You get no argument from me on that. I can't help sympathizing with John's near-panic at the thought of losing either of his boys. And I can't help wondering if he'd already learned something about Sam's destiny that made him even more frantic to protect Sam by keeping him close and training him to protect himself.

John could be, had to learn to be, a one-track mind sort of person, over-focused (as Sam is, himself). He'd completely forgotten what it was like to be 13, to want to play with kids his own age, to do normal things. John had a bunker mentality, like Anne Frank's parents. He understood that for his family this is wartime, and rather than explaining it in terms Sam could grasp, understand, and believe, John just kept giving orders and tightening down control, giving Sam less and less room to stretch and grow, less information so that he could think things through, and to come to accept what needed to be done. John saw Sam's rebellion as disregarding and disrespecting all the sacrifices John had made to keep him and Dean safe. It's an arrogant dismissal of John's love, something guaranteed to make a parent both hurt and angry.

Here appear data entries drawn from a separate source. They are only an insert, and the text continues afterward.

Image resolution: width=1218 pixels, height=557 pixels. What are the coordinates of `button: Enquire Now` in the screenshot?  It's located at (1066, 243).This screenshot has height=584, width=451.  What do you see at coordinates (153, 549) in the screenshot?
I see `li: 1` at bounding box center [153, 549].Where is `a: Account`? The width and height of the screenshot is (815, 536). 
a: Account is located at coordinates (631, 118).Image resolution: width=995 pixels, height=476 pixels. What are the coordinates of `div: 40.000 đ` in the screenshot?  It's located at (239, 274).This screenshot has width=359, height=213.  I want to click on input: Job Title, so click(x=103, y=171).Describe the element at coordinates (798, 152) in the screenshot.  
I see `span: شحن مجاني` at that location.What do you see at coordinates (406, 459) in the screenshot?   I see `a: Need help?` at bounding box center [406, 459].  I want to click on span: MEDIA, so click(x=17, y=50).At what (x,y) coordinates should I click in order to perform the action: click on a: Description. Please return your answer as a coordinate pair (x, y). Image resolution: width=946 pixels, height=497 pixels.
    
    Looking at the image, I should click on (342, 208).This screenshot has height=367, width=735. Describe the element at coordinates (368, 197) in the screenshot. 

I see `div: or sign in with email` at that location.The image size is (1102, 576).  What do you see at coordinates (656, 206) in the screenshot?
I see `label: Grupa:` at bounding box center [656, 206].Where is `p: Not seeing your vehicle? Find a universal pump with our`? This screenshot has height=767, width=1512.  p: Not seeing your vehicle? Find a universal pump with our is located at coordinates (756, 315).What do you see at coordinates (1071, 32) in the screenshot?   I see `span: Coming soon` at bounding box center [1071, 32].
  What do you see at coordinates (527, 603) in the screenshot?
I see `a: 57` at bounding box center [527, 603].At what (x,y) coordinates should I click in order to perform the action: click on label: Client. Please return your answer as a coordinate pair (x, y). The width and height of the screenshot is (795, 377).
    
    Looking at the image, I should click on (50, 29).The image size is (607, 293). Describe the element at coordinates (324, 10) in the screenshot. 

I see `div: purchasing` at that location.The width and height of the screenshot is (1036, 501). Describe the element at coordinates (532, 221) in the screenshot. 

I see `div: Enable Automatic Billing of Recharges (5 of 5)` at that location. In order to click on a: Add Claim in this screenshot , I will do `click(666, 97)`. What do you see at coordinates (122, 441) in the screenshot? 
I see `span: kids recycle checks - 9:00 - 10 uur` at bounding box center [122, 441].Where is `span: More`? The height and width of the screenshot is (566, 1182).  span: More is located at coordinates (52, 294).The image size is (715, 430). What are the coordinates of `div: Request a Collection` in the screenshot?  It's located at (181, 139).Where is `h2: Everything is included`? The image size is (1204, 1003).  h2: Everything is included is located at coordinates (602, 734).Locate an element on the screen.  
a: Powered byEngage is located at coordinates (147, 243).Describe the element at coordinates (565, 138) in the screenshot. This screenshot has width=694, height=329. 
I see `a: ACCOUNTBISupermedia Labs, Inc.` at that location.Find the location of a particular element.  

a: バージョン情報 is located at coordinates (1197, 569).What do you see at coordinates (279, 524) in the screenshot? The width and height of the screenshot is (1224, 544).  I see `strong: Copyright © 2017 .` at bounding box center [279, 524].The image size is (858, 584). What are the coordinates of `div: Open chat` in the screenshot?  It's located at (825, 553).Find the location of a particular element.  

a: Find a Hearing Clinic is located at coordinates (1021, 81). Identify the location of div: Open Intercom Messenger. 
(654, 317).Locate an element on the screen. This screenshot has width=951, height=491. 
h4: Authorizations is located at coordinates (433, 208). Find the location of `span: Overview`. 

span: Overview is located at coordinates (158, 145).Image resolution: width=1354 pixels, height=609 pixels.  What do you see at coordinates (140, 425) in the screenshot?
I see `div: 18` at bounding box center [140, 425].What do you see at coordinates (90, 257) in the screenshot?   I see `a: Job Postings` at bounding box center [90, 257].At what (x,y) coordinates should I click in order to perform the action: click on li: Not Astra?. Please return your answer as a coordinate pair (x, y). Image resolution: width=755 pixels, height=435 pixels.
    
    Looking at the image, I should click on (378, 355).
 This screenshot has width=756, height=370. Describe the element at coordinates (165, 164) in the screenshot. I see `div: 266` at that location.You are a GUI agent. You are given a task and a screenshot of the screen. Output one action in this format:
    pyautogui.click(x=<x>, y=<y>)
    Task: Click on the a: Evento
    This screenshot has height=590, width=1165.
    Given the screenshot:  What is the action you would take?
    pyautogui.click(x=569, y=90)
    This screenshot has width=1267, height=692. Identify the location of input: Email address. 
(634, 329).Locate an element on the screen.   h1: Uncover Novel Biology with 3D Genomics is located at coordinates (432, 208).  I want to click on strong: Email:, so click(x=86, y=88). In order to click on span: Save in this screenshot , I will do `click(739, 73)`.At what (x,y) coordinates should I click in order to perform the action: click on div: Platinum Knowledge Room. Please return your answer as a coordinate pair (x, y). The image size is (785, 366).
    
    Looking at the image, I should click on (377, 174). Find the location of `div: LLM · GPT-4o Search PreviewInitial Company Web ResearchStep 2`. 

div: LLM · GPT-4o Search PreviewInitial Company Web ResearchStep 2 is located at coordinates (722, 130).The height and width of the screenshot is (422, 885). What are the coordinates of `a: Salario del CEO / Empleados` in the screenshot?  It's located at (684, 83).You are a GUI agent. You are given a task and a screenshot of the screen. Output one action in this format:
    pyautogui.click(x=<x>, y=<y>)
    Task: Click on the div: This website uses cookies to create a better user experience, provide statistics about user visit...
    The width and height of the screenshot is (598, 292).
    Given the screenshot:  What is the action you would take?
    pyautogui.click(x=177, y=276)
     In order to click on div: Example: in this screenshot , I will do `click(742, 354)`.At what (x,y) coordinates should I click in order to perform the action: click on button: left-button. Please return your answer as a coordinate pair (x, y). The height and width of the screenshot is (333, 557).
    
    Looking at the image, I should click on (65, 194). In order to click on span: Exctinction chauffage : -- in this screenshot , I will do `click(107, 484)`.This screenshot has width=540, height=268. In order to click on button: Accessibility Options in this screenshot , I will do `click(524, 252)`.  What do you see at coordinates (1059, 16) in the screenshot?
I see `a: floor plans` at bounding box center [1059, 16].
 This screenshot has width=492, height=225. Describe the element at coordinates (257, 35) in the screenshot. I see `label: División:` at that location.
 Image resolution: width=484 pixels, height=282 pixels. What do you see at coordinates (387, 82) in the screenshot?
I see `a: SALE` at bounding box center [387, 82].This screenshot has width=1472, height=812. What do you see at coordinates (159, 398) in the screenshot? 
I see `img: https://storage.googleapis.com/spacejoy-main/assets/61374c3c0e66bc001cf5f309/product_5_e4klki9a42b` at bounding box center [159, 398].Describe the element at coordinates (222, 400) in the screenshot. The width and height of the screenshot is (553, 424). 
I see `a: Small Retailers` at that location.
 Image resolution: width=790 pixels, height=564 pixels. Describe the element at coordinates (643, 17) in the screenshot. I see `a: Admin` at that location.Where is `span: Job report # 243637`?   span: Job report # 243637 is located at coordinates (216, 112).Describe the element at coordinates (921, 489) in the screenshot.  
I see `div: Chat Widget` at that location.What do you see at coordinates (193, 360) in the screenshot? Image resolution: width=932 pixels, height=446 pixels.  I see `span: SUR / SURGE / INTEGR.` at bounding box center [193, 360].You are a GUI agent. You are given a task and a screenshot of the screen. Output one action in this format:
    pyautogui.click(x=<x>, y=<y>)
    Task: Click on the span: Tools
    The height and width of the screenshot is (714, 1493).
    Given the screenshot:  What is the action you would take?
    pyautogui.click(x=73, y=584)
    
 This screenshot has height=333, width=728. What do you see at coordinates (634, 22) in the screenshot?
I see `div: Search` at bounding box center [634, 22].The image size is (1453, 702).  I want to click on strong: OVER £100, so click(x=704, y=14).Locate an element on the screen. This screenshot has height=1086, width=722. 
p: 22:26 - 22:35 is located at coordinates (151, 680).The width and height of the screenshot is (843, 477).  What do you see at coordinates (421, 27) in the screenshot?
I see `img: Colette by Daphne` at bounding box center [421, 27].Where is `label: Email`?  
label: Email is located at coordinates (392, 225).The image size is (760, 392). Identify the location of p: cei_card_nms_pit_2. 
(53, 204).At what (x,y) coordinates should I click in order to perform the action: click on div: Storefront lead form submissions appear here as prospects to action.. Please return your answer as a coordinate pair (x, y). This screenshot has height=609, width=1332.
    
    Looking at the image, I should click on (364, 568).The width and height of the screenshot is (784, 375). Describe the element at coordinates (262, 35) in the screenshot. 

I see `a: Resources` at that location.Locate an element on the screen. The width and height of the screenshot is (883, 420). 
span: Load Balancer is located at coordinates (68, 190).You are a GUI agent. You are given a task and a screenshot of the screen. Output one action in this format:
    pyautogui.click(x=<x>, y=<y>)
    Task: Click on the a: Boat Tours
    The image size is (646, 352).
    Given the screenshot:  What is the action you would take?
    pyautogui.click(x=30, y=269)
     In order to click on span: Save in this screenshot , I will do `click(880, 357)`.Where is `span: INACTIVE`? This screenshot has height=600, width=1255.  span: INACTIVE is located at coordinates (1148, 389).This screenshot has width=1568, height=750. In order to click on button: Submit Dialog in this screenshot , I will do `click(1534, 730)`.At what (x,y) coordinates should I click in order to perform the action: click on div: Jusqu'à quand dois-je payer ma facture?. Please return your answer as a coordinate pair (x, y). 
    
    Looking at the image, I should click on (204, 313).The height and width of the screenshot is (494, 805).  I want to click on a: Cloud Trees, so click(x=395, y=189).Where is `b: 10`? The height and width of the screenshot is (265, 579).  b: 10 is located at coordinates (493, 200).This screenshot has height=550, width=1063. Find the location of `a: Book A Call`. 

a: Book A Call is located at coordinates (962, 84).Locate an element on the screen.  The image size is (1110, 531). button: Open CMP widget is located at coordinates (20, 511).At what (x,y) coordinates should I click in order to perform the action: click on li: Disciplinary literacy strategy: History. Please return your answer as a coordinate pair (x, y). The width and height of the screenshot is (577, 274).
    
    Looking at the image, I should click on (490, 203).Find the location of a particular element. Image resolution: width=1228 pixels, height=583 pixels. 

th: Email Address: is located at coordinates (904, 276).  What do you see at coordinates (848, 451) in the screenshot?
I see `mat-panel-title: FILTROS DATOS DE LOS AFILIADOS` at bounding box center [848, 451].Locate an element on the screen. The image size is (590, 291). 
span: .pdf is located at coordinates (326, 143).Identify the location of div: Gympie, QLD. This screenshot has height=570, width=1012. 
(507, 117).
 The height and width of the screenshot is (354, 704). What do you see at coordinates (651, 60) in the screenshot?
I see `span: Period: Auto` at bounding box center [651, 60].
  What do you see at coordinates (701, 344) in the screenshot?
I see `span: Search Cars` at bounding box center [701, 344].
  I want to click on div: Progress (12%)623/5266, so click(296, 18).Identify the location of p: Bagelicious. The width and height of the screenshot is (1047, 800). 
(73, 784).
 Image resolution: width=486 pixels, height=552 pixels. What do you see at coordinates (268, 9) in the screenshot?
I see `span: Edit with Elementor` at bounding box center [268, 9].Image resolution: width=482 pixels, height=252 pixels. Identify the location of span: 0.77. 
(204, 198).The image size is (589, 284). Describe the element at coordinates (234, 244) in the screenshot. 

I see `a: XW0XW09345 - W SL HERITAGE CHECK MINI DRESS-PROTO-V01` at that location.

It doesn't make John's actions right, but they're certainly understandable. I think it would have been impossible for Sam to accept John's tending to the injuries he'd inflicted, which is why John gave him the dignity of doing it himself. I also think John would have done it in a heartbeat, though it would have caused him great pain to do it. He would have taken the pain as the price of keeping Sam safe.

Not entirely sane, agreed. But the circumstances were always dire.